Looking back, history feels easy to predict; hindsight + the hard work of historians makes it (feel) easy to pinpoint the key portents. Given what we think about AI risk, in hindsight, might this have been the most disturbing development of 2020 thus far?
I personally lean towards “no”, because this scaling seemed somewhat predictable from GPT-2 (flag—possible hindsight bias), and because 2020 has been so awful so far. But it seems possible, at least. I don’t really know what update GPT-3 is to my AI risk estimates & timelines.
DL so far has been easy to predict—if you bought into a specific theory of connectionism & scaling espoused by Schmidhuber, Moravec, Sutskever, and a few others, as I point out in https://www.gwern.net/newsletter/2019/13#what-progress & https://www.gwern.net/newsletter/2020/05#gpt-3 . Even the dates are more or less correct! The really surprising thing is that that particular extreme fringe lunatic theory turned out to be correct. So the question is, was everyone else wrong for the right reasons (similar to the Greeks dismissing heliocentrism for excellent reasons yet still being wrong), or wrong for the wrong reasons, and why, and how can we prevent that from happening again and spending the next decade being surprised in potentially very bad ways?

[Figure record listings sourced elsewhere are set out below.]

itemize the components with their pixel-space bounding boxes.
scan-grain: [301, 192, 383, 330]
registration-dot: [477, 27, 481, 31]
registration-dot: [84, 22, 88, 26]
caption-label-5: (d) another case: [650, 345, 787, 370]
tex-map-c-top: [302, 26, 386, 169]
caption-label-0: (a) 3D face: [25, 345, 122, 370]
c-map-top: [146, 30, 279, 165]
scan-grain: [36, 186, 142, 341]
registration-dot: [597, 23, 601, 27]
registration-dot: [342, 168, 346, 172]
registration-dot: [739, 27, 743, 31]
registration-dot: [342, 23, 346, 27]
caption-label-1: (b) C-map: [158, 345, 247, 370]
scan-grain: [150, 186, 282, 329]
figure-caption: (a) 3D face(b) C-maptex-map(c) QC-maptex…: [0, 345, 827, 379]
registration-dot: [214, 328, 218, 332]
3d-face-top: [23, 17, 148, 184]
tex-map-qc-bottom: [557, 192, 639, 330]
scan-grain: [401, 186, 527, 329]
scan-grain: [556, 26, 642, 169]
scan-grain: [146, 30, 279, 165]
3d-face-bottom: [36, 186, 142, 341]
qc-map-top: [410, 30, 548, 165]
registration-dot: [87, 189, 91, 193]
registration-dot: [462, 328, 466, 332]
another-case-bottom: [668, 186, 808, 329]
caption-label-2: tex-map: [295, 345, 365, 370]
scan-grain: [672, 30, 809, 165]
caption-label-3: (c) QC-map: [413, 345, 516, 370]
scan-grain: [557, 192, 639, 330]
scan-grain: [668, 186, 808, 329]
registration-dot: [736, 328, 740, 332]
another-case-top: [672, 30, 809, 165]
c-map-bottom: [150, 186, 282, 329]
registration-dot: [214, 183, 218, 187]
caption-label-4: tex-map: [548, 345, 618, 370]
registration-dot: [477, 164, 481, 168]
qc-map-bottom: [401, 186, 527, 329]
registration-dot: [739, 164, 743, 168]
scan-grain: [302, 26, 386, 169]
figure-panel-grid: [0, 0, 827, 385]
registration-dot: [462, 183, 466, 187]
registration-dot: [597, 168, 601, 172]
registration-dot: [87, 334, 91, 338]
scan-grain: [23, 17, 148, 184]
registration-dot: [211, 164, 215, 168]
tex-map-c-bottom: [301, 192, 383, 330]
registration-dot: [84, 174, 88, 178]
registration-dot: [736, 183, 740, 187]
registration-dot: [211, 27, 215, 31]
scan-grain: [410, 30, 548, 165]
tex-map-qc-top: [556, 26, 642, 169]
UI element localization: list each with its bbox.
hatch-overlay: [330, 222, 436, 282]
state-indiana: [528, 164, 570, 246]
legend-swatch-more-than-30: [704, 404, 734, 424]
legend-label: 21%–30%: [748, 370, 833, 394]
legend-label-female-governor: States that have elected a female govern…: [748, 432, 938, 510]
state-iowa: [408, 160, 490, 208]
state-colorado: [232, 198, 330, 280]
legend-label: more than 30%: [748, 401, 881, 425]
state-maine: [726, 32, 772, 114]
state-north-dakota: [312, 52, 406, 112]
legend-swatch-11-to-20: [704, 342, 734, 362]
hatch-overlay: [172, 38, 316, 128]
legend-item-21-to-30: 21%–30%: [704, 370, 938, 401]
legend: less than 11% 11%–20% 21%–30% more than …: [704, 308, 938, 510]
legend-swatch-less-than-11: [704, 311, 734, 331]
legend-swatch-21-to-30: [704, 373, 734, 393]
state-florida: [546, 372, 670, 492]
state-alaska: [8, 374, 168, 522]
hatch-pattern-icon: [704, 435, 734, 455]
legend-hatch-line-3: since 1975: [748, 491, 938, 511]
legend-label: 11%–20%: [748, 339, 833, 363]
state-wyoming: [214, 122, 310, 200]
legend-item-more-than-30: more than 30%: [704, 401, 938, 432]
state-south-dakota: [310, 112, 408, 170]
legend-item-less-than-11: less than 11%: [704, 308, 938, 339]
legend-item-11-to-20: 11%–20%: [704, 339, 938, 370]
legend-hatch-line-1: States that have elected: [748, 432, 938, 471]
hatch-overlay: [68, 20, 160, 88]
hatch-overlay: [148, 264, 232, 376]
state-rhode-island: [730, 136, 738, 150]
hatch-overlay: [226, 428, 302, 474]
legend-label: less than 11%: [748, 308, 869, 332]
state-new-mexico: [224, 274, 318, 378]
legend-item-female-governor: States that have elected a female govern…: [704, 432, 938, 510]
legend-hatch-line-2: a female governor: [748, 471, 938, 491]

I never thought I’d be seriously testing the reasoning abilities of an AI in 2020.
Looking back, history feels easy to predict; hindsight + the hard work of historians makes it (feel) easy to pinpoint the key portents. Given what we think about AI risk, in hindsight, might this have been the most disturbing development of 2020 thus far?
I personally lean towards “no”, because this scaling seemed somewhat predictable from GPT-2 (flag—possible hindsight bias), and because 2020 has been so awful so far. But it seems possible, at least. I don’t really know what update GPT-3 is to my AI risk estimates & timelines.
DL so far has been easy to predict—if you bought into a specific theory of connectionism & scaling espoused by Schmidhuber, Moravec, Sutskever, and a few others, as I point out in https://www.gwern.net/newsletter/2019/13#what-progress & https://www.gwern.net/newsletter/2020/05#gpt-3 . Even the dates are more or less correct! The really surprising thing is that that particular extreme fringe lunatic theory turned out to be correct. So the question is, was everyone else wrong for the right reasons (similar to the Greeks dismissing heliocentrism for excellent reasons yet still being wrong), or wrong for the wrong reasons, and why, and how can we prevent that from happening again and spending the next decade being surprised in potentially very bad ways?